Chinese has dozens and hundreds of fossilized binomes. Traditional dictionaries always gave independent definitions for each member of the binome, even if there are no textual examples of either part being used independently. Thus, with “wombat” for example, the “wom” would be the male of the species, and the “bat” the female. These binomes abound in classical poetry and there’s an enormous, mostly fanciful literature on them. I’ve been told that Knechtges in his Wenxuan translation does a masterful job of interpreting one type of these (the impressionistic type, not the binome nouns).
Des von Bladet:
“Being native burghers of this desert city…” Shakespeare, As You Like It (1600).
“I prithee, shepherd, if that love or gold
can in this desert place buy entertainment…” loc. cit.
“As how I came into that desert place…” loc. cit.
“The Island, not yet Britain, but Albion, was in a manner desert and inhospitable, kept only by a remnant of Giants, whose excessive Force and Tyrannie had consumed the rest” Milton, History of Britain (1670).
“With headlong haste they leave the desert shores,
And brush the liquid seas with lab’ring oars” Dryden, translation of Aeneid (1697).
“A man, who should find in a desert country the remains of pompous buildings, would conclude that the country had, in ancient times, been cultivated by civilized inhabitants…” David Hume, An Enquiry Concerning Human Understanding (1748).

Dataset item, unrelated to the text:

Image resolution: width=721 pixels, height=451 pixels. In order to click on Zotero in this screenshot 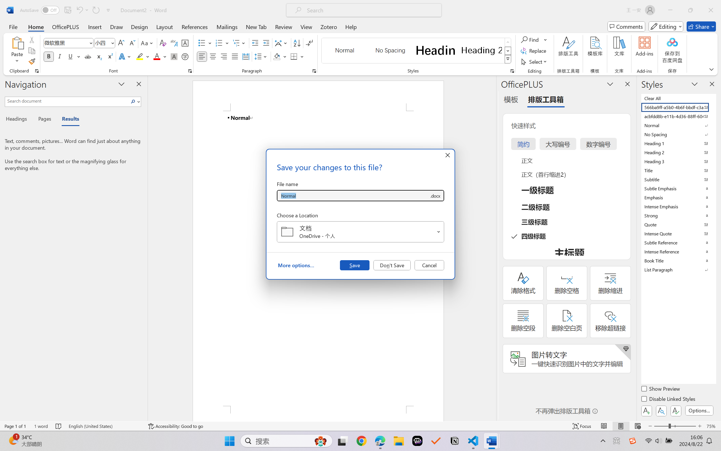, I will do `click(328, 27)`.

“Ask the shores of Barbary and its desert places” Irving Washington, Alhambra (1832).
“…the buildings of the court empty, and desert, and uninhabited, without either man or beast within them” Charlotte Guest, translation of Mabinogion (c. 1840).
“…a small, desert, uninhabited island…” Herman Melville, Benito Cereno (1856).
“ME” in SOED does not mean “confined to Middle English”, but “starting from Middle English”.
Ahem… that’s “Washington Irving”, rather.
hardly working
The Jerry Lewis reference is well chosen.
John Emerson : WOMBAT ? I thougt it meant waste of money brains and time ! (pauvres chauves-souris)
LH: Yes, having thought about it you’re quite right, it’s an fossil adjective. I was foolishly thinking of these as more disjoint categories than they are.
Papotine: I like fossils a lot, but I have a principled indifference to what they once were. (Probably overcompensation from overdosing on folk etymologies.)
Noetic: “Modern” as in straggling on after Shakespeare, then. Fair enough.
Desert — um, pace Sally, IMO, Robert Frost seems to have thought it was an adjective:
I have it in me so much nearer home
To scare myself with my own desert places.
And here in UK, “desert island” is often pronounced with the emphasis on “desert”. There is a weekly radio programme called “Desert Island Discs” so it’s fairly well established. But we speak a weird island dialect here anyway, so that’s no guide. Sorry, insular dialect.
Anne, I have already grovelled to Mr. Hat and done my own confirming research, as my updates and subsequent postings here show! Thanks for reminding me of the Frost poem. (Someone commenting on my own blog–also from the UK–did mention Desert Island Discs, but thanks for that too.)
You can tell someone is not a Californian when they use “Californian”. In California, it’s used rarely, and only as a noun, not an adjective. The usual adjective form of “California” is “California”. Britons seem to think the adjective form is “Californian”.